We first heard about Legacy Russell’s cyberfeminist manifesto in 2019 when we profiled the author in print. Glitch Feminism: A Manifesto has become a critical resource since its publication, especially when brainstorming for the future, helping assemble the language we need to imagine and build a better tomorrow. Glitch Feminism picks up on threads found in existing contemporary art and technologies and repurposes them to its own cause: deconstructing old ways of thinking and stitching together new inclusive worlds.
Fashion Work: 25 Years of Art in Fashion
An occasional contributor to Cultured’s pages, Jeppe Ugelvig published this year’s must-have fashion compendium, an in-depth history of art-adjacent labels and artists working in fashion: DIS, Bernadette Corporation, Susan Cianciolo's Run and Bless. Furthering the conversation about labor, compensation and the boundaries between creative disciplines that these artists have participated in, the up-and-coming curator offers a portfolio of case studies which brands could use to rethink toxic distribution and production methodologies.

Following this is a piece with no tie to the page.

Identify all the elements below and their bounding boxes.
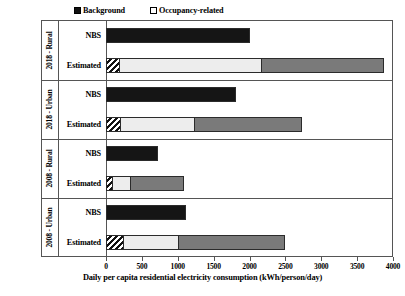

Committed to paper after two glorious but all-too-short runs in exhibition format, Bernadette Mayer’s seminal artwork Memory finally gets the wide distribution it deserves. A conceptual work executed in the summer of 1971, Memory is at its core a portfolio of a month on film, or as the poet put it: “an emotional science project.” One feels even closer to the action taking in Mayer’s work in book format where it reads like a family album. Domestic in its vision of the self, Memory strikes a special chord this year.

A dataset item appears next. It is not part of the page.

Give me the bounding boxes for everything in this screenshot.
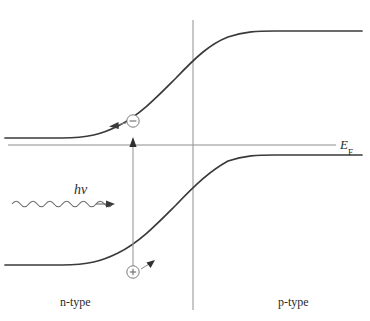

Edited by Jenna Wortham and Kimberly Drew, Black Futures is an encyclopedia like none other. An unprecedented survey of Black contemporary artists and pop culture leaders, Black Futures gives room to intimacy of individual entries while also paying attention to the larger narratives that connect these voices. Related entries are signaled by watermarks at the bottom left of each spread; If you follow the suggested reading pathways, the trajectory of the book, like Julio Cortázar’s Hopscotch, transforms from a straight line into a web.

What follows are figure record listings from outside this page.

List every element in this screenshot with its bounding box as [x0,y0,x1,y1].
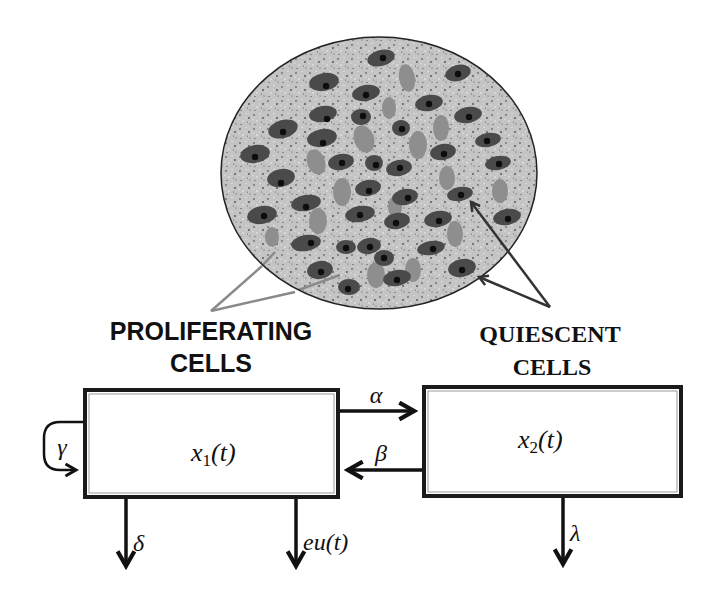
proliferating-label-line2: CELLS [170,349,252,377]
x1-var: x [190,438,203,467]
x2-sub: 2 [530,438,539,457]
quiescent-label-line1: QUIESCENT [479,321,620,347]
proliferating-label-line1: PROLIFERATING [110,317,312,345]
alpha-symbol: α [370,382,383,408]
tissue-illustration [221,37,537,309]
svg-text:x2(t): x2(t) [517,425,563,457]
quiescent-label-line2: CELLS [513,354,592,380]
delta-transition: δ [126,499,145,566]
beta-transition: β [348,440,422,470]
lambda-transition: λ [563,498,580,564]
x2-var: x [517,425,530,454]
compartment-x2: x2(t) [424,387,681,496]
delta-symbol: δ [133,530,145,556]
gamma-symbol: γ [57,434,67,460]
x1-arg: (t) [211,438,236,467]
svg-text:x1(t): x1(t) [190,438,236,470]
compartment-diagram: PROLIFERATING CELLS QUIESCENT CELLS x1(t… [0,0,720,606]
control-symbol: eu [303,529,326,555]
x2-arg: (t) [538,425,563,454]
svg-text:eu(t): eu(t) [303,529,348,555]
gamma-transition: γ [44,422,84,470]
control-arg: (t) [326,529,349,555]
beta-symbol: β [374,440,387,466]
x1-sub: 1 [203,451,212,470]
compartment-x1: x1(t) [85,390,338,497]
alpha-transition: α [340,382,414,411]
lambda-symbol: λ [569,520,580,546]
control-transition: eu(t) [296,499,348,566]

Frank Gehry: Catalogue Raisonné of the Drawings Volume One, 1954–1978
The first installment of Frank Gehry’s whopping drawing catalogue raisonné made it just in time to for our upcoming winter 2021 COVID quarantine doldrums. Heavy to hold, this tome opens up a bridge between the untouchable starchitect status Gehry has rightfully garnered over his career and the essence of his creations, which have always been cheekily human. Inside the covers you find the hand of a dreamer for whom big things are ahead.